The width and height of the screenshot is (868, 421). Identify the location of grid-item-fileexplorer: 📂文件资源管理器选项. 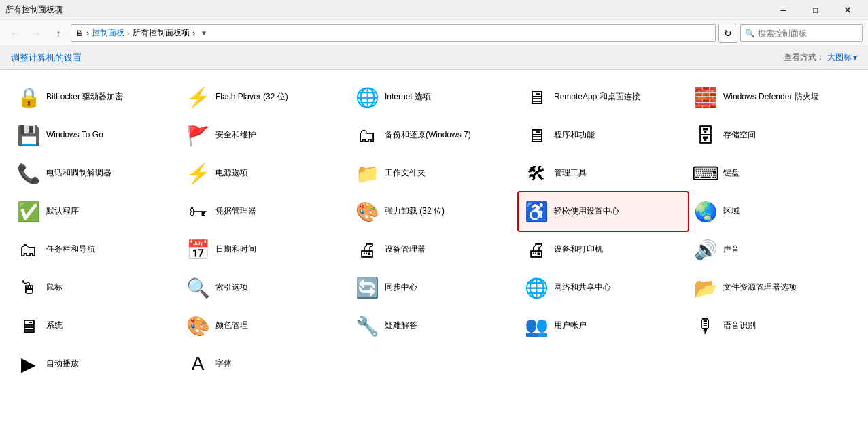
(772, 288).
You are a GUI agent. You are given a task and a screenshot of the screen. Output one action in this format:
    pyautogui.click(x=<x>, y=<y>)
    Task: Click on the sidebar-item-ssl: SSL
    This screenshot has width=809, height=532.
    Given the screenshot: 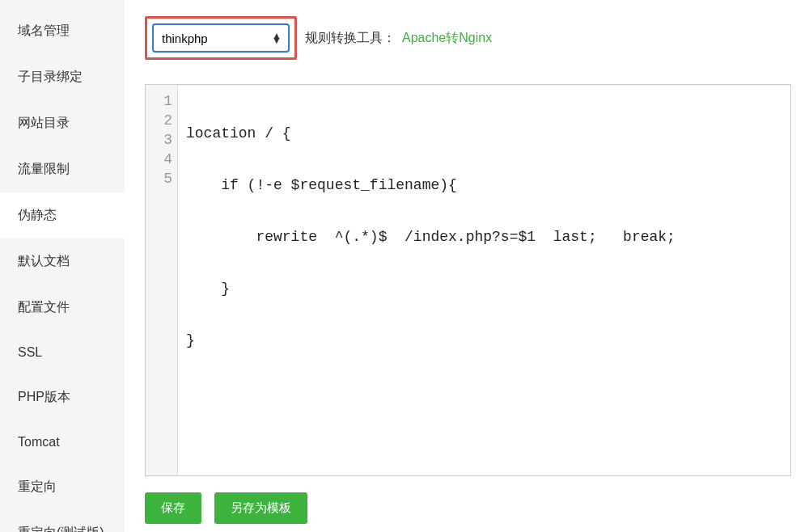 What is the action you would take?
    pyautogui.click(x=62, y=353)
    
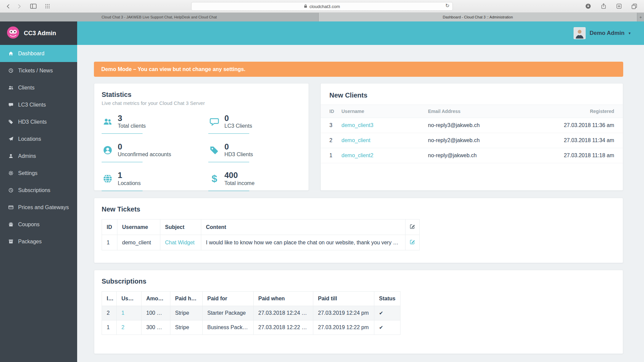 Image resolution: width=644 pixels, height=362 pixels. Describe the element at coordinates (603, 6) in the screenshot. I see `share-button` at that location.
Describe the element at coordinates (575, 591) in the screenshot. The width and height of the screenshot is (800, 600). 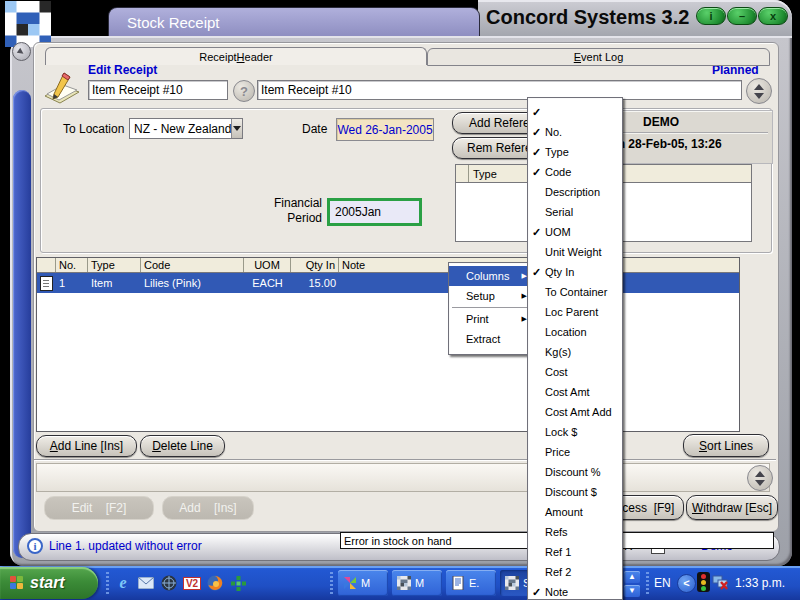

****************************************

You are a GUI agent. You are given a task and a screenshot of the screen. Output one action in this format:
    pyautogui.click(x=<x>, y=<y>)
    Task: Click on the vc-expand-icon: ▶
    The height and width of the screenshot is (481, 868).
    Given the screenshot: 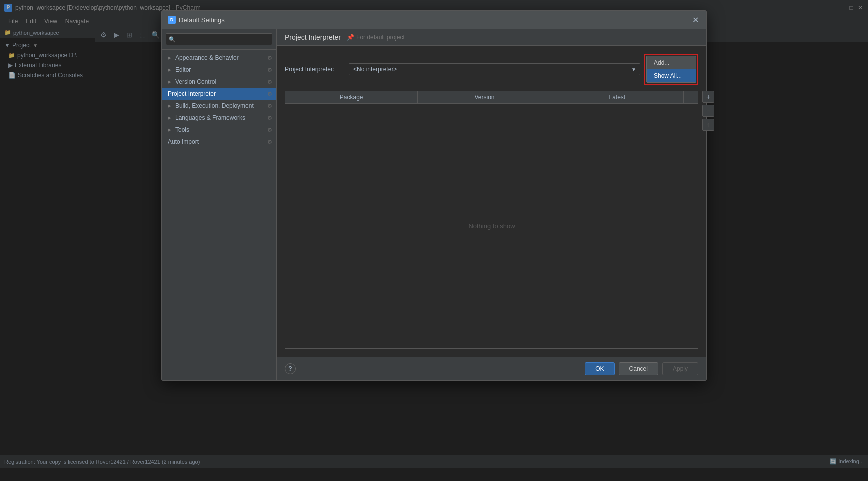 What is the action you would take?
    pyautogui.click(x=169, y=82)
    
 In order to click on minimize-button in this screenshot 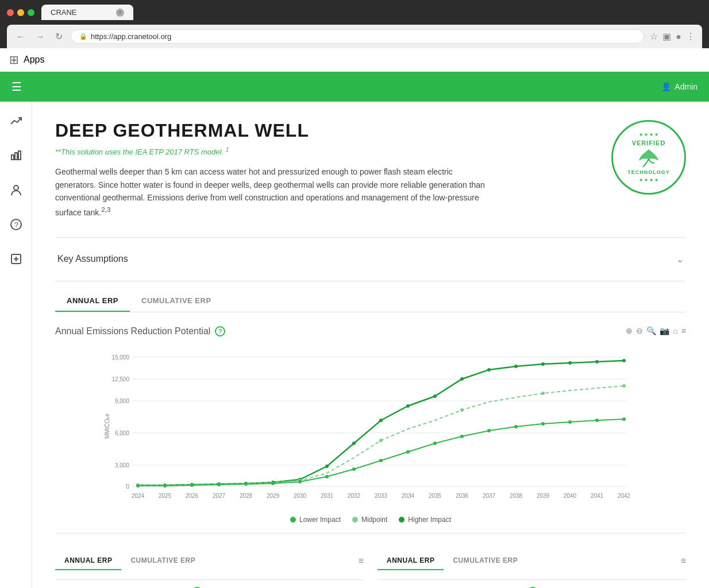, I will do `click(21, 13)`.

****************************************

* [Exercise instructions]: Leave the pictures out, and transcribe exactly the lines above starting at the one that contains "The width and height of the screenshot is (868, 421)." and ending at the one that contains "This screenshot has".

* [Solution]:
The width and height of the screenshot is (868, 421). Identify the location of grid-item-fileexplorer: 📂文件资源管理器选项. 
(772, 288).
You are a GUI agent. You are given a task and a screenshot of the screen. Output one action in this format:
    pyautogui.click(x=<x>, y=<y>)
    Task: Click on the sidebar-item-ssl: SSL
    This screenshot has width=809, height=532.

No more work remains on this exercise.